Behind the Mahon house, but still on its property, was another even older house. Our neighbour Daisy Harknett said it was the oldest house in Saanich. Her son Carl rented it for a time, with his wife and young child. Occasionally I babysat for them, walking down the rough lane behind Bill’s grand house to the shabby wooden building behind while Winnie barked from the window. It was a little scary to be in the house, alone, or at least the only one awake, while a small child slept upstairs and the trees creaked outside in the wind. Walking back to my house past midnight was like walking into another century, the one I knew.

805Mann-behind

 These photographs came from an online archive and show the houses at the turn of the 20th century. In the past I’ve asked archivists for information on the street where I lived as a teenager. Specifically I had questions about two houses which I thought had historical value – this was long after the Mahon houses had been torn down and tract houses erected in their lost orchard – but one archivist insisted the road hadn’t existed prior to the 1950s so the houses I was remembering as “old” couldn’t possibly have existed either. Yet my mother learned things from the Ferrie sisters who’d lived on the corner of Glanford and Vanalman. That they’d attended dances with other farm families from the area before WW2 and that they’d walked to dances at the Community Hall on West Saanich Road, built by the Quicks. They wore their rubber boots and carried their dancing shoes in a bag along the dark road to the bright hall and sometimes they took a shortcut through the Mahon’s orchard. Neither of them married but my mother said they had been beauties.

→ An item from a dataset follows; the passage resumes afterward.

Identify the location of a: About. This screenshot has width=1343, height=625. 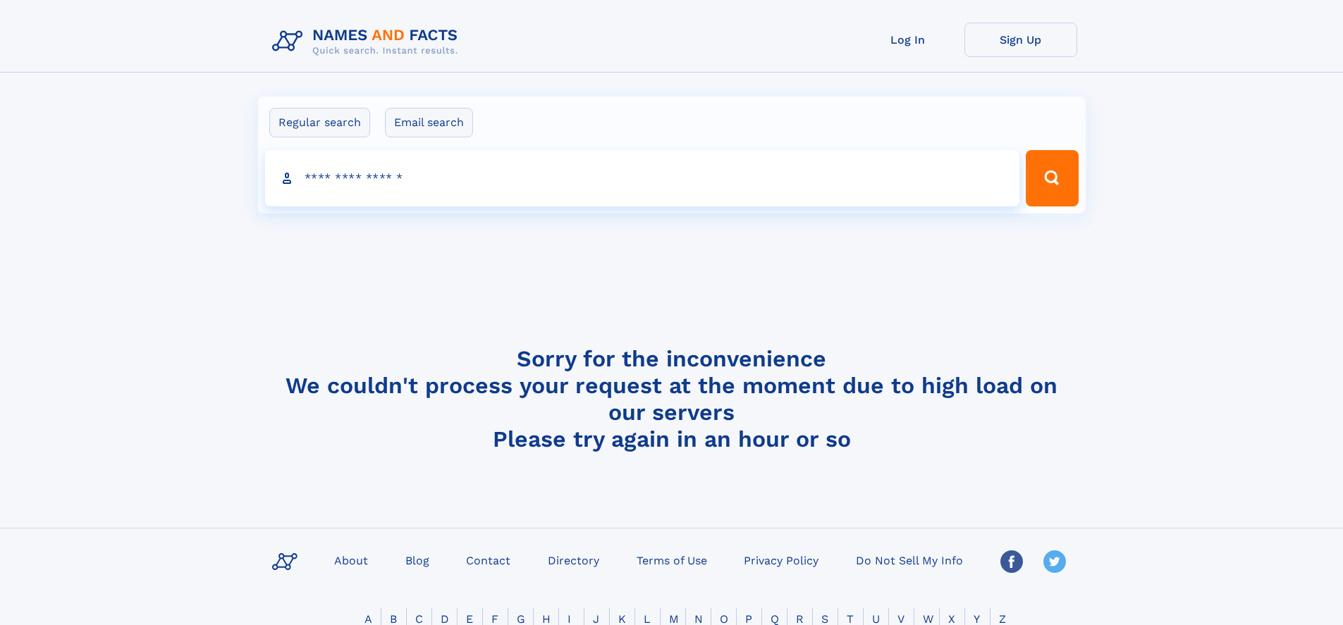
(351, 560).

I wish I’d paid more attention. My mother had a rose rooted for her by the older of the Ferrie sisters, a bright pink climber, and I wish I’d dug it up when my parents sold their house.

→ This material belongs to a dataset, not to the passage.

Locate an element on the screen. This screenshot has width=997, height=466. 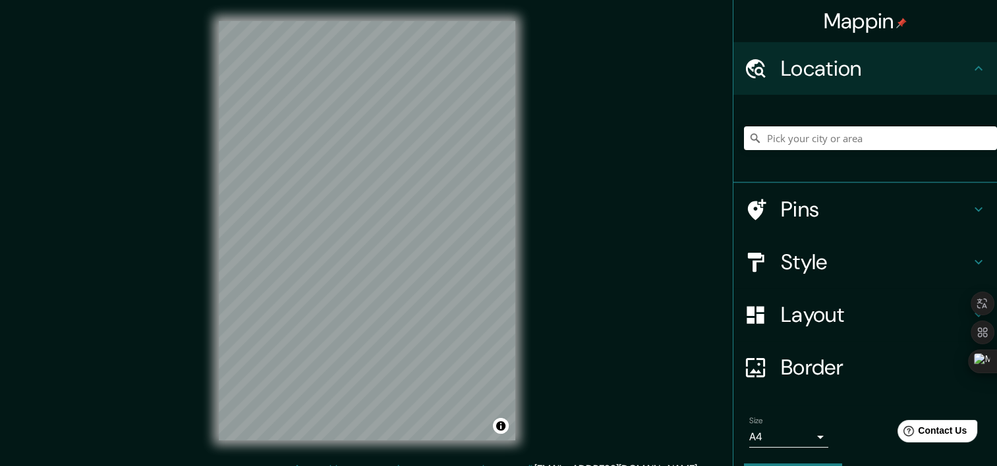
span: Contact Us is located at coordinates (63, 16).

Everyone I knew on that street is gone now. My parents. Bill Mahon. The Footners – Mr. and Mrs. and their grown daughter Molly. Daisy Harknett, who grew wonderful pears and who gave me cuttings from her New Dawn rose, telling me her mother had always said that you needed some old wood and new wood to make a cutting take. Mine took, both of them, and I have large tangly New Dawn roses to thank her for all these years later.The neighbours on the other side died too and I was visiting my parents when the husband passed away. From my open window I heard his grown children cry as they stood in the back yard and planned what to do next.